John Krell’s brilliant book Kincaidiana discusses Kincaid’s theories at length. Looking back I now realize that most of the music played during Kincaid’s tenure in the Philadelphia Orchestra was from the Romantic period. If the orchestra ever played anything from the Baroque era, it was one of Leopold Stokowski’s Romantic transcriptions of a Prelude and Fugue. If music of the Baroque or Classic eras were programmed, it was played in the Romantic singing style. Based on the repertoire Kincaid was performing, his 2341 worked well for him. A performing musician today is cognizant of the research into early music and knows that dancing music primarily incorporates the 1234 groupings. All music uses some of each, but Romantic music predominately uses the 2341 grouping. Musicians should be able to quickly and easily shift from the 2341 to 1234 with ease and understanding. 

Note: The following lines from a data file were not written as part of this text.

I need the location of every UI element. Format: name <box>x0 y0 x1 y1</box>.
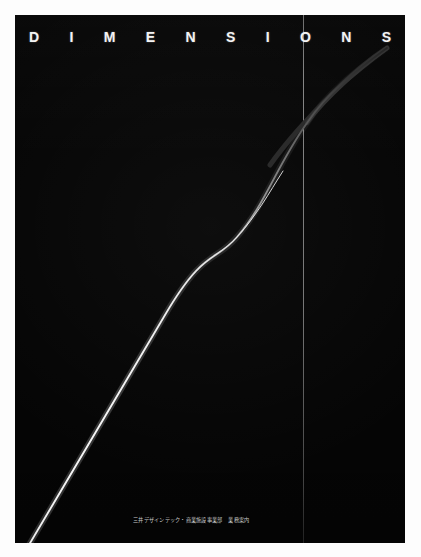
headline-letter-s1: S <box>226 30 235 44</box>
headline-letter-i2: I <box>266 30 270 44</box>
s-curve-upper-mass-inner <box>307 48 387 123</box>
s-curve-stroke <box>23 48 387 543</box>
s-curve-upper-mass <box>270 48 387 165</box>
caption-subtitle: 業務案内 <box>228 517 249 523</box>
headline-letter-i1: I <box>69 30 73 44</box>
headline-letter-n1: N <box>185 30 195 44</box>
headline-letter-d: D <box>29 30 39 44</box>
poster-canvas: D I M E N S I O N S 三井デザインテック・商業施設事業部業務案… <box>0 0 421 557</box>
caption: 三井デザインテック・商業施設事業部業務案内 <box>133 518 249 523</box>
headline-letter-o: O <box>300 30 311 44</box>
headline-letter-m: M <box>104 30 116 44</box>
caption-company: 三井デザインテック・商業施設事業部 <box>133 517 222 523</box>
headline-letter-s2: S <box>382 30 391 44</box>
s-curve-halo <box>23 48 387 543</box>
headline-letter-n2: N <box>341 30 351 44</box>
s-curve-graphic <box>15 15 405 543</box>
headline: D I M E N S I O N S <box>15 30 405 44</box>
poster-dark-panel: D I M E N S I O N S 三井デザインテック・商業施設事業部業務案… <box>15 15 405 543</box>
headline-letter-e: E <box>146 30 155 44</box>
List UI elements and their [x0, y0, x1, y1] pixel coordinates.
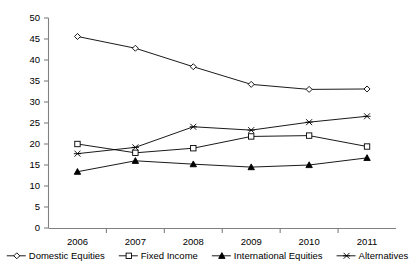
- legend-item-international-equities[interactable]: International Equities: [212, 250, 323, 261]
- data-point-marker: [132, 144, 139, 150]
- series-fixed-income: [75, 133, 370, 156]
- legend-marker: [126, 253, 131, 258]
- data-point-marker: [364, 155, 370, 161]
- series-line: [77, 136, 367, 153]
- data-point-marker: [75, 141, 80, 146]
- y-tick-label: 30: [29, 96, 40, 107]
- data-point-marker: [364, 86, 370, 92]
- data-point-marker: [74, 151, 81, 157]
- y-tick-label: 40: [29, 54, 40, 65]
- data-point-marker: [190, 124, 197, 130]
- x-tick-label: 2009: [241, 236, 262, 247]
- line-chart: 05101520253035404550 2006200720082009201…: [0, 0, 413, 275]
- data-point-marker: [306, 119, 313, 125]
- y-tick-label: 5: [35, 201, 40, 212]
- series-layer: [74, 33, 371, 174]
- legend-label: Domestic Equities: [29, 250, 105, 261]
- data-point-marker: [191, 146, 196, 151]
- legend-item-domestic-equities[interactable]: Domestic Equities: [7, 250, 105, 261]
- series-line: [77, 116, 367, 153]
- chart-canvas: 05101520253035404550 2006200720082009201…: [0, 0, 413, 275]
- data-point-marker: [190, 64, 196, 70]
- data-point-marker: [306, 133, 311, 138]
- data-point-marker: [364, 144, 369, 149]
- data-point-marker: [248, 81, 254, 87]
- x-tick-label: 2010: [299, 236, 320, 247]
- series-international-equities: [74, 155, 370, 175]
- y-tick-label: 10: [29, 180, 40, 191]
- legend-item-fixed-income[interactable]: Fixed Income: [119, 250, 198, 261]
- y-tick-label: 45: [29, 33, 40, 44]
- x-tick-label: 2011: [357, 236, 377, 247]
- legend-marker: [343, 253, 350, 259]
- data-point-marker: [363, 113, 370, 119]
- x-tick-label: 2006: [67, 236, 88, 247]
- legend-label: Alternatives: [359, 250, 409, 261]
- x-axis-ticks: 200620072008200920102011: [67, 229, 377, 248]
- chart-legend: Domestic EquitiesFixed IncomeInternation…: [7, 250, 409, 261]
- y-tick-label: 15: [29, 159, 40, 170]
- y-axis-ticks: 05101520253035404550: [29, 12, 48, 233]
- data-point-marker: [132, 45, 138, 51]
- legend-label: Fixed Income: [141, 250, 198, 261]
- data-point-marker: [248, 127, 255, 133]
- legend-label: International Equities: [234, 250, 323, 261]
- series-line: [77, 36, 367, 89]
- series-domestic-equities: [74, 33, 370, 92]
- y-tick-label: 35: [29, 75, 40, 86]
- data-point-marker: [133, 150, 138, 155]
- data-point-marker: [249, 134, 254, 139]
- legend-item-alternatives[interactable]: Alternatives: [337, 250, 409, 261]
- y-tick-label: 25: [29, 117, 40, 128]
- legend-marker: [14, 253, 20, 259]
- y-tick-label: 0: [35, 222, 40, 233]
- data-point-marker: [306, 86, 312, 92]
- y-tick-label: 50: [29, 12, 40, 23]
- x-tick-label: 2007: [125, 236, 146, 247]
- data-point-marker: [74, 33, 80, 39]
- series-line: [77, 158, 367, 172]
- y-tick-label: 20: [29, 138, 40, 149]
- x-tick-label: 2008: [183, 236, 204, 247]
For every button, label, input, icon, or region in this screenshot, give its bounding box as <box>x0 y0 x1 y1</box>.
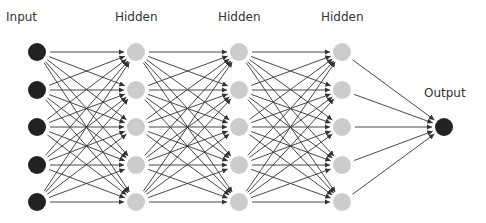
hidden-node <box>127 43 145 61</box>
hidden-node <box>127 193 145 211</box>
connection-arrow <box>47 59 126 119</box>
input-node <box>28 156 46 174</box>
hidden-node <box>333 43 351 61</box>
hidden-node <box>127 118 145 136</box>
connection-arrow <box>250 134 333 194</box>
connection-arrow <box>250 59 333 119</box>
output-node <box>435 118 453 136</box>
hidden-node <box>127 81 145 99</box>
hidden-node <box>230 193 248 211</box>
connection-arrow <box>145 61 231 156</box>
hidden-node <box>230 118 248 136</box>
neural-network-diagram <box>0 0 486 223</box>
connection-arrow <box>352 134 434 194</box>
hidden-node <box>230 81 248 99</box>
hidden-node <box>333 156 351 174</box>
layer-label-input: Input <box>6 10 37 24</box>
hidden-node <box>127 156 145 174</box>
layer-label-hidden: Hidden <box>321 10 364 24</box>
connection-arrow <box>47 98 126 158</box>
layer-label-output: Output <box>424 86 466 100</box>
connection-arrow <box>46 61 129 155</box>
connection-arrow <box>354 131 433 160</box>
layer-label-hidden: Hidden <box>115 10 158 24</box>
input-node <box>28 43 46 61</box>
input-node <box>28 81 46 99</box>
connection-arrow <box>248 99 334 193</box>
layer-label-hidden: Hidden <box>218 10 261 24</box>
connection-arrow <box>250 98 333 158</box>
connection-arrow <box>352 60 434 120</box>
connection-arrow <box>47 134 126 194</box>
connection-arrow <box>147 134 230 194</box>
connection-arrow <box>145 99 231 193</box>
hidden-node <box>333 118 351 136</box>
connection-arrow <box>147 59 230 119</box>
hidden-node <box>333 193 351 211</box>
input-node <box>28 193 46 211</box>
connection-arrow <box>354 94 432 122</box>
connection-arrow <box>147 98 230 158</box>
connection-arrow <box>248 61 334 156</box>
hidden-node <box>230 156 248 174</box>
connection-arrow <box>46 99 128 192</box>
hidden-node <box>333 81 351 99</box>
hidden-node <box>230 43 248 61</box>
input-node <box>28 118 46 136</box>
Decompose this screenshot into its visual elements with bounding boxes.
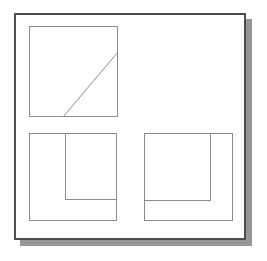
bottom-right-inner-rectangle (144, 133, 211, 201)
figure-bottom-right-nested-squares (0, 0, 267, 261)
drawing-canvas (0, 0, 267, 261)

    Each of my teachers taught some variant of these basic ideas. Julius Baker referred to the first note as “the note that sets tonality” rather than as a solitaire. Rather than using brackets, Joseph Mariano used a curvy line between the groups. I predominately use the curvy line (see below) too because I think it subconsciously helps me remember to keep the air stream going. 

    As you work with these ideas personally or with your students, remember two wonderful quotations from cellist Pablo Casals, “the art of interpretation is not to play what is written” and “the heart of the melody can never be put down on paper.”